Now I have "The Snow Goose", equally deserving of Mirage's greatness. Camel is a band that can create just as much feeling as a band centered around a vocalist, displaying this ability superbly in "The Snow Goose". I get absorbed into Camel's compositions with every listen, I can't wait to hear "MoonMadness", Mirage's supposed close counter-part.

The Snow Goose soars!5
Welcome to Camel's third album, Snow Goose, a nice concept album based on---the same novel about how a woman who finds a wounded bird and takes it to Rhayader. The bird and he become friends, and the woman falls in love with the old hunchback. The climax of the book and the album is Rhayader's courageous (and tragic) act of courage at Dunkirk, as he rescues countless lives while the snow goose shows him the way amidst gunfire. Although I've never read the book, now that I have grasped the plot, Camel's album is all the more poignant. The Snow Goose is a true progressive album, as it embraces so many moods and musical styles, and still manages to retain a central theme. As a whole, the music is much wispier than Mirage or their debut. The one-two punch of Rhayader/Rhayader Goes To Town is the undisputed highlight. This is a song for every taste, be it balls-out guitar soloing or light bouncy flute-driven sequences. Another great song is Migration, a nice jazzy piece that has one of the only vocal parts (actually, it's more like laid back scatting) on the album. Flight of the Snow Goose, has some interesting guitar-play from Latimer, but it is never forefront; this is more a drum-keyboard song. Preparation/Dunkirk are also noteworthy just for the sheer moods they evoke. Bardens's keyboard and is very effective in creating an ominous tension in Preparation before the all-out bash of Dunkirk. La Princesse Perdue is an extended reworking of the theme of The Flight, with some majestic horns added Latimer's solo is a nice sort of farewell to the listener. The bonus tracks mostly show early stages of the Snow Goose, especially the Rhayader songs. The highlight is the live version of the Snow Goose song, and it's segue into Freefall. The liner notes describe how Camel had originally, before they settled on Snow Goose, wanted to do a concept album on Hesse's Siddhartha; they had actually recorded a song called Riverman for the album, but it never saw the light of day. That would have been a worthy addition for this CD. This, of course, is minor niggling over a masterpiece.

Underrated5
Camel are one of the most overlooked progressive bands in the world, probably because their music is mostly instrumental - this cd is a fair example, and their songs are not catchy. What a shame that most people ignore this great band. I've always preferred them to others from the progressive field like Yes (Jon Anderson's voice always grated on my nerves, sorry).
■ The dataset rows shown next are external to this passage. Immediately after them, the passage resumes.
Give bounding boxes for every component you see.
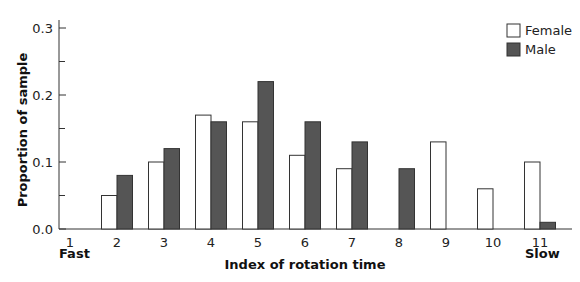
x-tick-label: 8: [395, 235, 403, 250]
bar-female-6: [290, 155, 306, 229]
x-tick-label: 4: [207, 235, 215, 250]
bars: [102, 82, 556, 229]
x-tick-label: 5: [254, 235, 262, 250]
x-tick-label: 9: [442, 235, 450, 250]
legend-swatch-female: [507, 24, 520, 37]
y-axis-title: Proportion of sample: [15, 52, 30, 207]
bar-female-10: [478, 189, 494, 229]
x-axis-title: Index of rotation time: [225, 257, 386, 272]
slow-label: Slow: [525, 246, 560, 261]
bar-female-11: [525, 162, 541, 229]
bar-female-4: [196, 115, 212, 229]
fast-label: Fast: [59, 246, 90, 261]
bar-female-2: [102, 196, 118, 230]
bar-male-3: [164, 149, 180, 229]
bar-female-3: [149, 162, 165, 229]
bar-male-5: [258, 82, 274, 229]
bar-male-6: [305, 122, 321, 229]
x-tick-label: 6: [301, 235, 309, 250]
bar-female-7: [337, 169, 353, 229]
legend-swatch-male: [507, 43, 520, 56]
bar-chart: 0.00.10.20.3 1234567891011 Proportion of…: [0, 0, 580, 282]
y-tick-label: 0.2: [32, 88, 53, 103]
legend-label-female: Female: [525, 23, 572, 38]
y-tick-label: 0.1: [32, 155, 53, 170]
bar-male-11: [540, 222, 556, 229]
x-tick-label: 10: [485, 235, 502, 250]
bar-male-7: [352, 142, 368, 229]
x-tick-label: 3: [160, 235, 168, 250]
legend-label-male: Male: [525, 42, 556, 57]
x-tick-label: 7: [348, 235, 356, 250]
bar-male-4: [211, 122, 227, 229]
x-axis: 1234567891011: [59, 229, 572, 250]
bar-male-2: [117, 175, 133, 229]
legend: Female Male: [507, 23, 572, 57]
bar-female-9: [431, 142, 447, 229]
bar-male-8: [399, 169, 415, 229]
bar-female-5: [243, 122, 259, 229]
y-tick-label: 0.3: [32, 21, 53, 36]
y-axis: 0.00.10.20.3: [32, 20, 66, 237]
y-tick-label: 0.0: [32, 222, 53, 237]
x-tick-label: 2: [113, 235, 121, 250]
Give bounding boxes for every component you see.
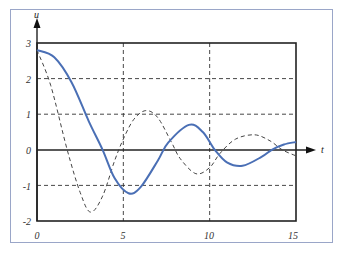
x-tick-labels: 0 5 10 15 [35,230,299,241]
y-tick-labels: 3 2 1 0 -1 -2 [23,38,31,227]
y-tick-label: 2 [26,74,31,85]
x-tick-label: 5 [121,230,126,241]
y-tick-label: 1 [26,109,31,120]
chart-plot: t u 0 5 10 15 3 2 1 0 -1 -2 [0,0,345,258]
y-tick-label: 0 [26,145,31,156]
x-axis-arrow-icon [306,147,316,154]
series-line-solid [37,50,296,194]
grid-lines [37,43,296,221]
y-tick-label: -2 [23,216,31,227]
y-tick-label: 3 [25,38,31,49]
x-axis-label: t [321,144,324,155]
series-line-dashed [37,50,296,212]
x-tick-label: 10 [204,230,214,241]
plot-box [37,43,296,221]
x-tick-label: 0 [35,230,40,241]
x-tick-label: 15 [288,230,298,241]
data-series [37,50,296,212]
y-tick-label: -1 [23,181,31,192]
y-axis-label: u [34,9,39,20]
The Snow Goose is simply one of Camel's major achievements. The title had to be slightly changed to 'Music inspired by....' to prevent legal actions by Paul Gallico, who wrongly assumed Camel were involved with the tobacco company. The stuff here is based on this book though.

The songs (Most of them pretty short) follow the narrative, and none of them is a throwaway. The bonus tracks featured are nice too, even if it's hard sometimes to tell the differences with the former release. The songs taken from the Marquee are outstanding like in the other Camel reeditions.